The city of Trinidad is also going through a difficult time dealing with an increase in tourism while its water systems are virtually empty. Its main source of supply, the San Juan de Letrán Springs, located in the Escambray Mountains, are only supplying 25 quarts per second right now, versus the 110 that normally occurs for these dates. 

The city of Trinidad is also going through a difficult time dealing with an increase in tourism while its water systems are virtually empty

 Maurilio Gonzalez, who lives on the outskirts of the city of Ciego de Ávila, shows his emaciated cattle surrounded by flies. He complains that the pastures aren’t providing the food needed to sustain the dairy herd. “I have to leave very early every morning to see from what center I might get byproducts from sugar-making so that at least my cattle don’t die.” Pointing to the land around him, he says, “There is no grass anywhere, it is all burned up by the sun.”

Havana does not escape the problems associated with drought. Antonio Castillo, deputy director of operations for Havana Water (AH), told the state media that at the end of April the supply sources for the capital’s water will be at levels between normal and unfavorable. If rain is not abundant in May, the city will face serious problems with distribution.

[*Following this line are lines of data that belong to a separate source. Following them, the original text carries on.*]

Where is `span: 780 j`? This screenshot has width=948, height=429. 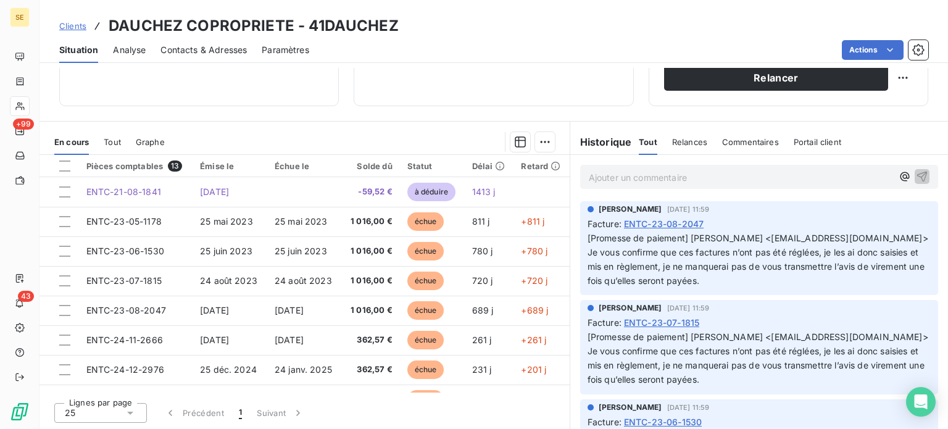 span: 780 j is located at coordinates (483, 251).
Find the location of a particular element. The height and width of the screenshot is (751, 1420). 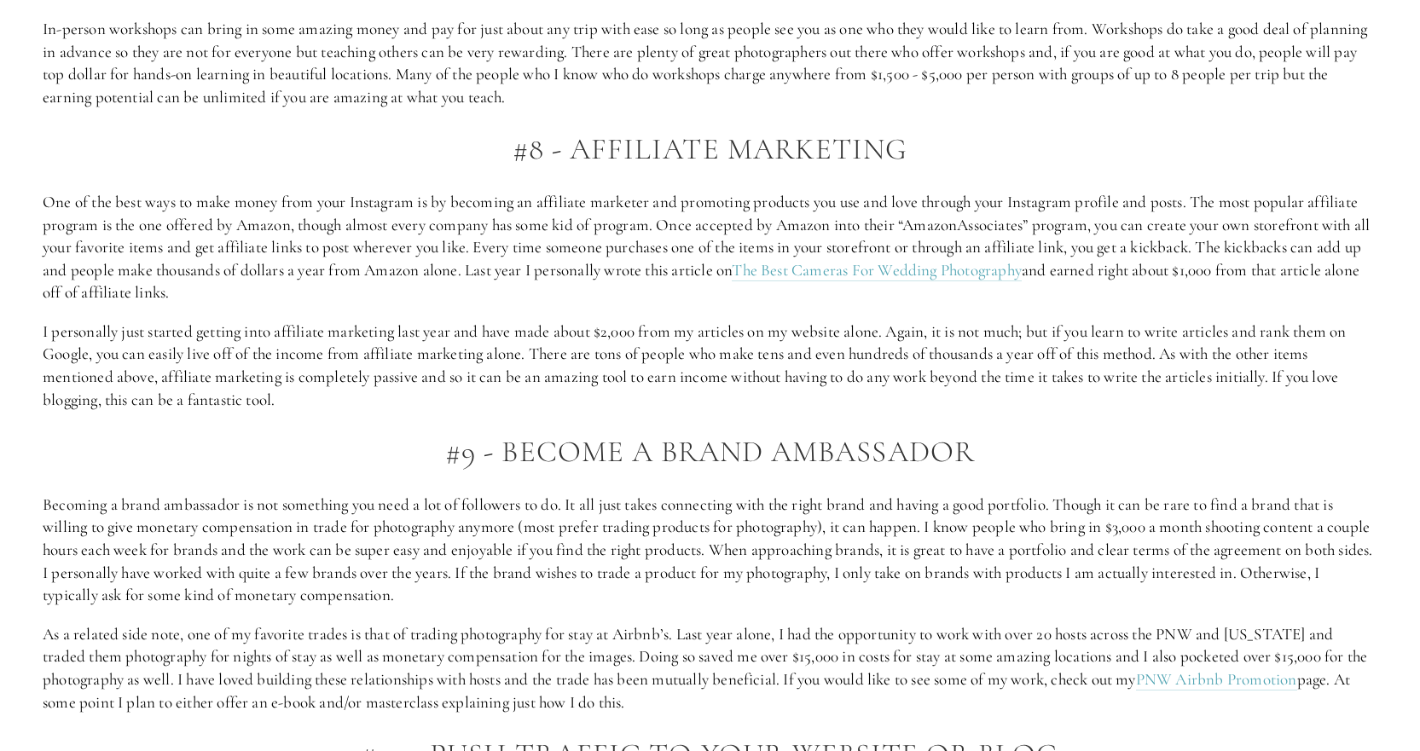

p: As a related side note, one of my favorite trades is that of trading photography for stay at Airb... is located at coordinates (709, 669).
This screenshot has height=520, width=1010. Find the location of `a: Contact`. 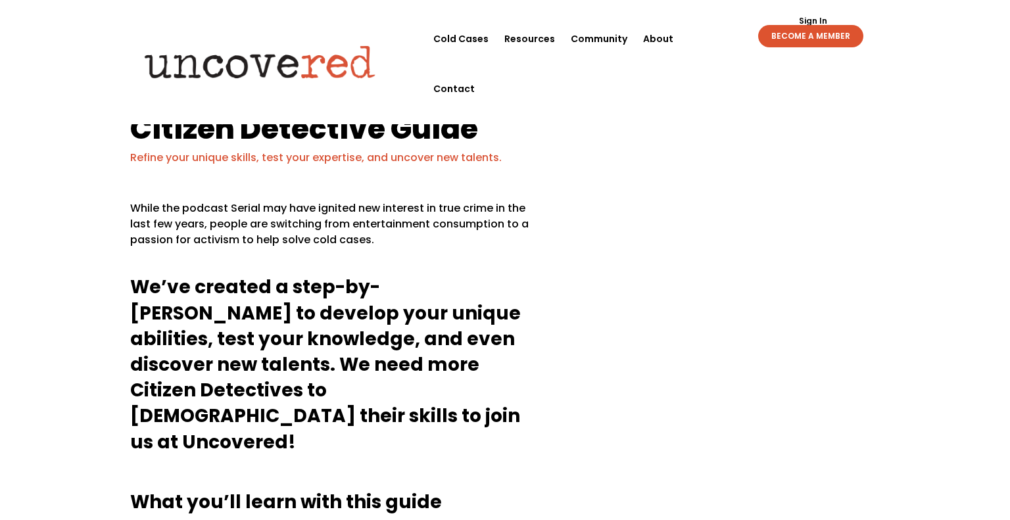

a: Contact is located at coordinates (454, 89).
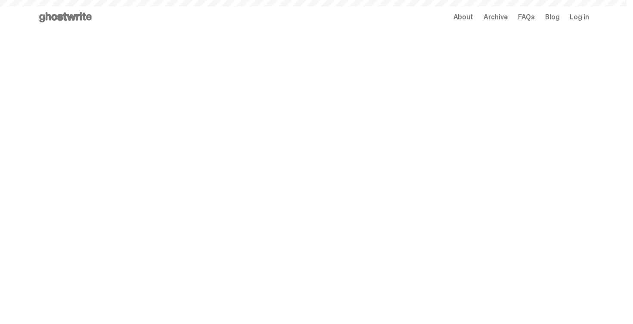  What do you see at coordinates (579, 17) in the screenshot?
I see `a: Log in` at bounding box center [579, 17].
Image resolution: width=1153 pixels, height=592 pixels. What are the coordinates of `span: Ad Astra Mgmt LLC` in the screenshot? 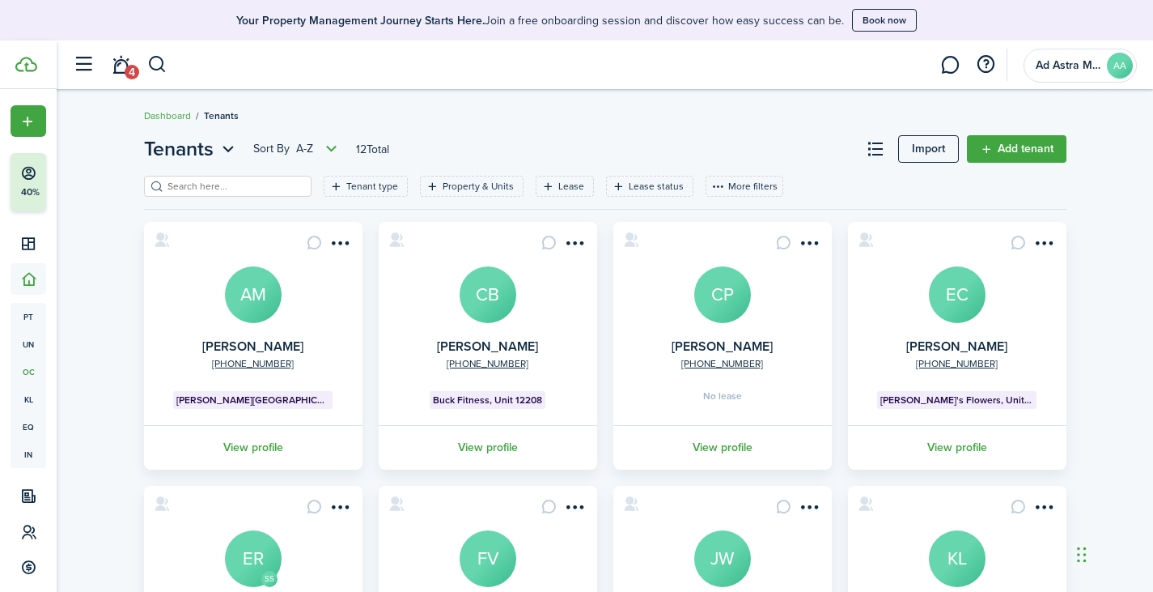 It's located at (1068, 66).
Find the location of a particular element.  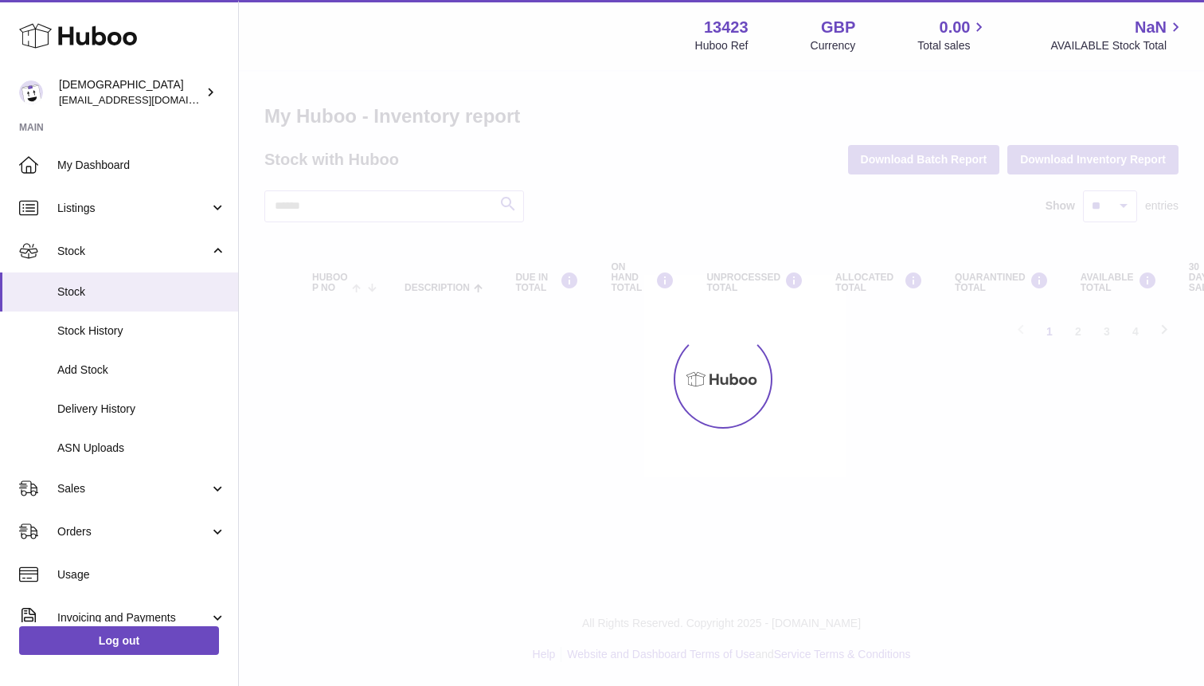

span: Orders is located at coordinates (133, 531).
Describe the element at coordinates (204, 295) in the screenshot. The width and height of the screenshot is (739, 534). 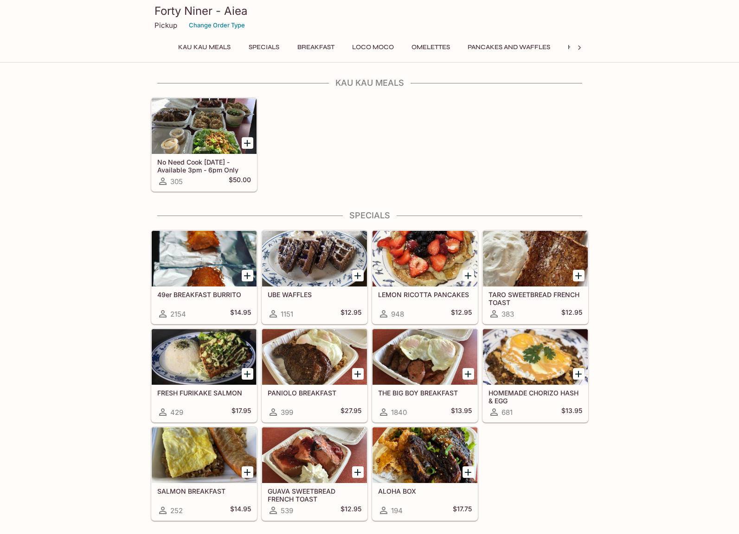
I see `h5: 49er BREAKFAST BURRITO` at that location.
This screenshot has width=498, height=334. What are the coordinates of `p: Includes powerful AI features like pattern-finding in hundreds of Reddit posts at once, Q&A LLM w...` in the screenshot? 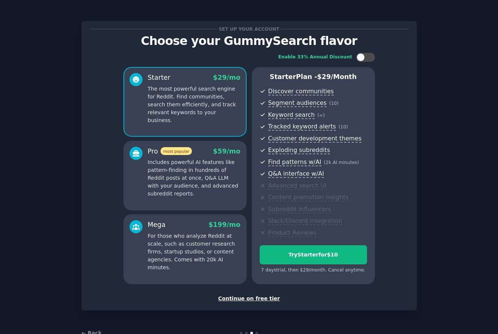 It's located at (194, 178).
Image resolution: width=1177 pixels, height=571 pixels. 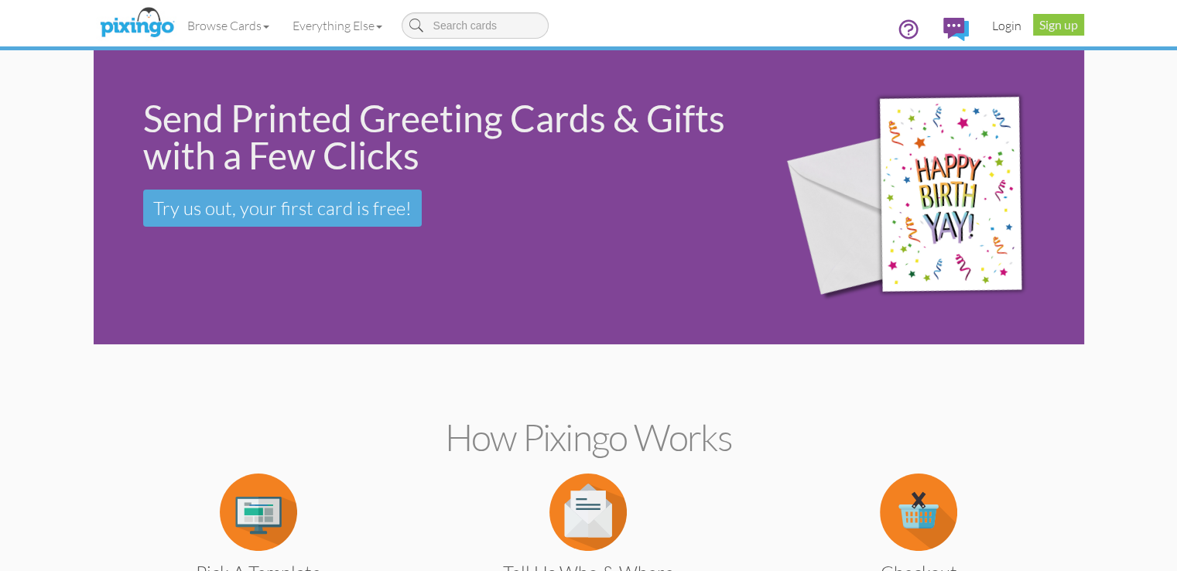 What do you see at coordinates (338, 26) in the screenshot?
I see `a: Everything Else` at bounding box center [338, 26].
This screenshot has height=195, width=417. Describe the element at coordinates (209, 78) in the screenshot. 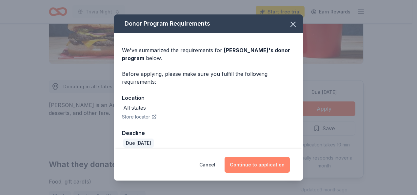

I see `div: Before applying, please make sure you fulfill the following requirements:` at that location.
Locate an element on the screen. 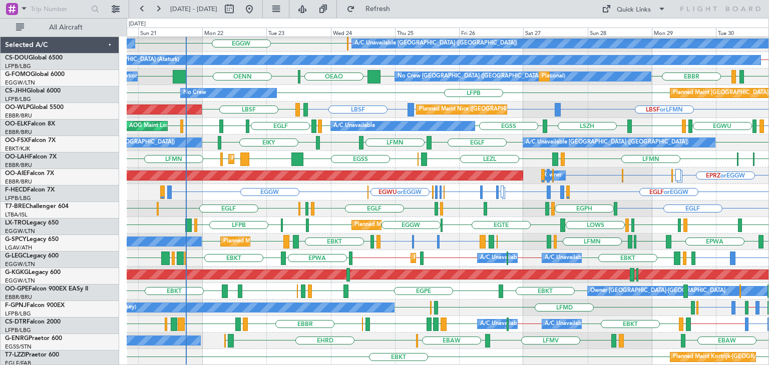 This screenshot has height=365, width=769. a: G-LEGCLegacy 600 is located at coordinates (32, 256).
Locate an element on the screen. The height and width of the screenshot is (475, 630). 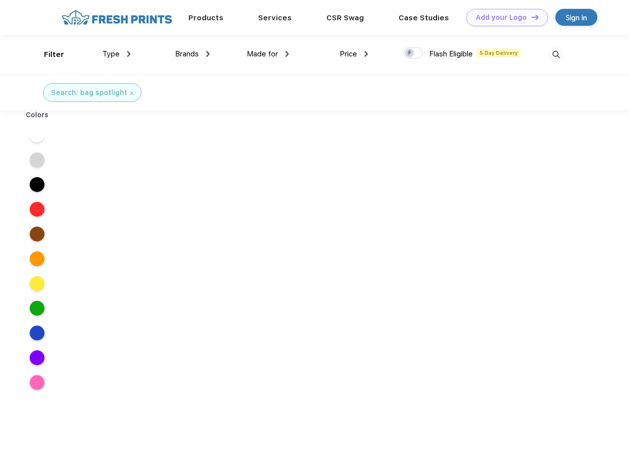
span: Made for is located at coordinates (262, 54).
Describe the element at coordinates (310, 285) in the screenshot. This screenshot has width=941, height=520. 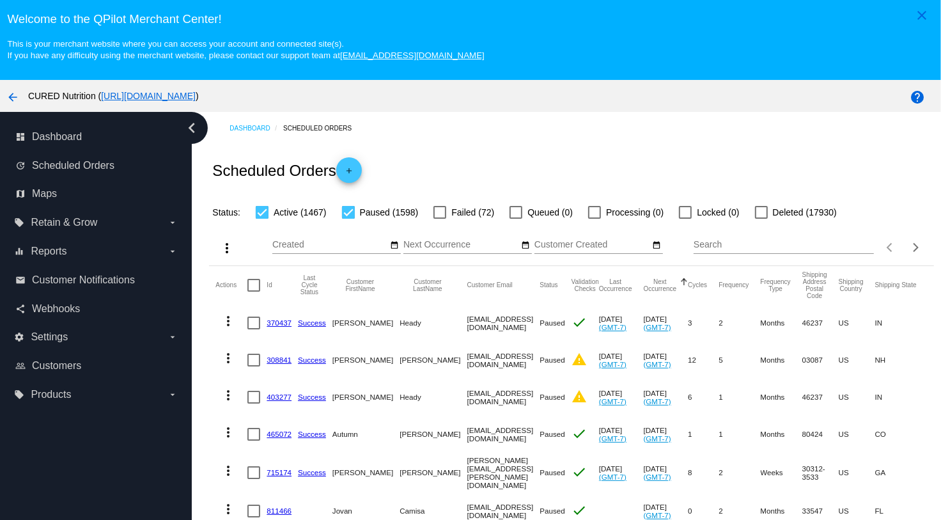
I see `button: Change sorting for LastProcessingCycleId` at that location.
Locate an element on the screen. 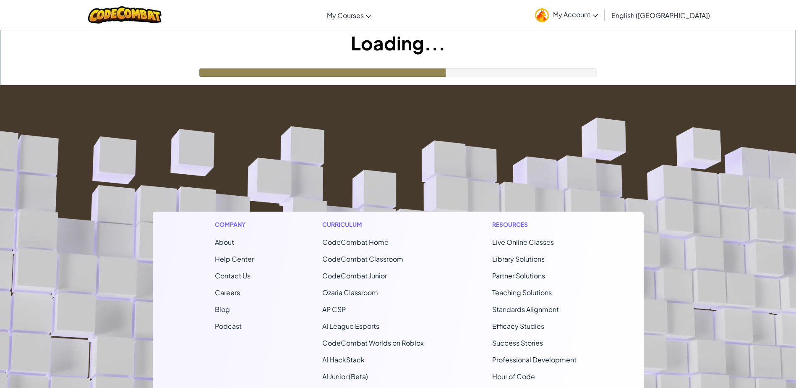 The height and width of the screenshot is (388, 796). a: Partner Solutions is located at coordinates (519, 275).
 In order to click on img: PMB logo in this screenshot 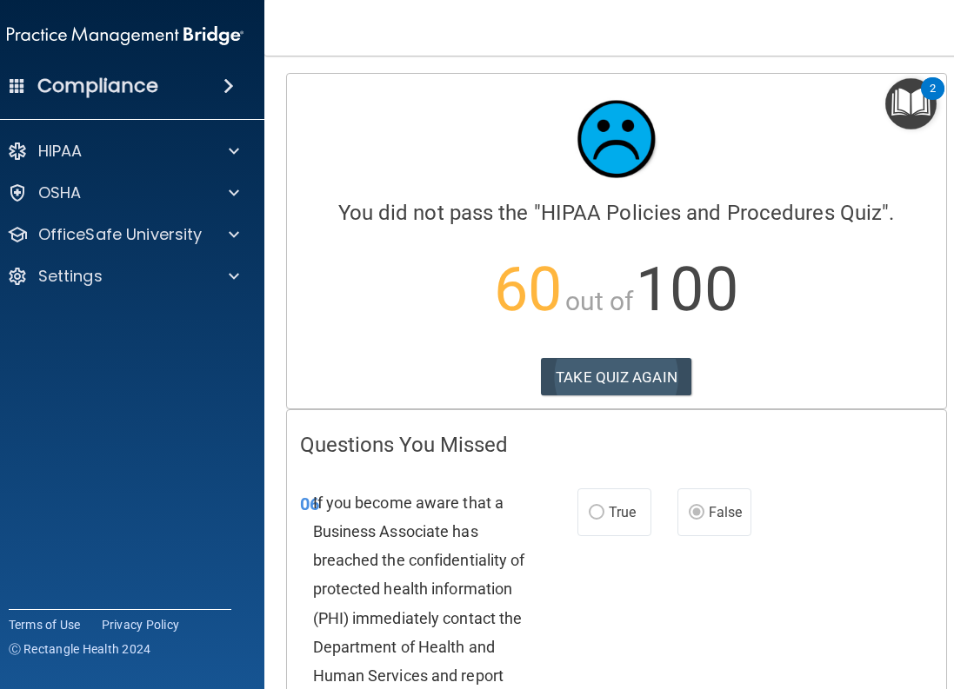, I will do `click(125, 36)`.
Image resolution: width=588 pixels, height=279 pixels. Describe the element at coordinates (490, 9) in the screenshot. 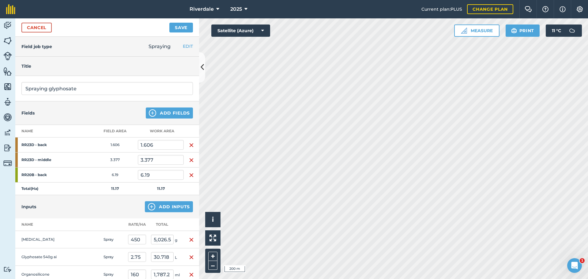

I see `a: Change plan` at that location.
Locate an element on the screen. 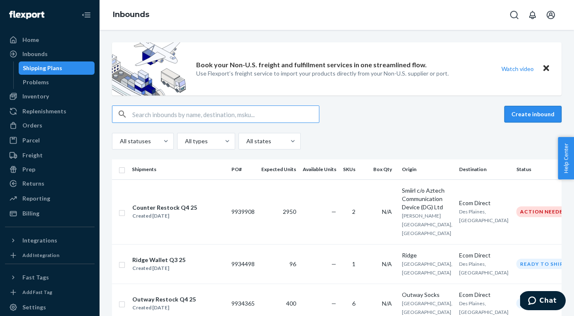 Image resolution: width=574 pixels, height=316 pixels. div: Settings is located at coordinates (34, 307).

Josefina Iriarte lives in a part of Old Havana that only receives water through so-called pipes. “A few weeks ago the supply became more regular and prices went up,” says this resident of Cuba Street, whose sons are experts at dragging water tanks from hundreds of yards away. The whole house is designed to store every drop. “But you can’t get it if there isn’t any and the longer it doesn’t rain the harder it gets.”

The reservoirs of Santiago de Cuba only store 255,769,000 cubic meters right now, 37% of their capacity and one of the lowest levels in recent years. Dams showing alarming situations are the Protesta de Baraguá Dam and Carlos Manuel de Céspedes Dam, the largest in the country which are responsible for supplying water to the neighboring provinces of Holguin, Granma and Guantanamo, on the eastern end of the island.

Don’t just look up and hope that the rains fall; we must rethink our models of water consumption

 Cuba has 242 dams, dozens of micro dams and about 2,420 aqueducts. The networks run over 37,000 miles with 70 water treatment plants and 3,200 miles of sewers. But most of that infrastructure shows some deterioration and in some cases is in a calamitous state. Millions of quarts a year are wasted due to damaged taps and pipes that spill the water before it reaches residences and farms.

Because of the leaks and broken pipes much of the precious liquid is wasted  (Silvia Corbelle)
Because of the leaks and broken pipes much of the precious liquid is wasted (Silvia Corbelle)

Last February, the Director of Organization, Planning and Information of the National Institute of Water Resources (INRH), Bladimir Matos, called for “a culture of conservation among users” to try to mitigate the effects of the current drought and to confront the challenges for the country and around the globe with regards to water reserves.

The United Nations has put out a call to think about how to distribute water resources more efficiently and equitably in the future. In other words, don’t just look up and hope that the rains fall; we must rethink our models of water consumption.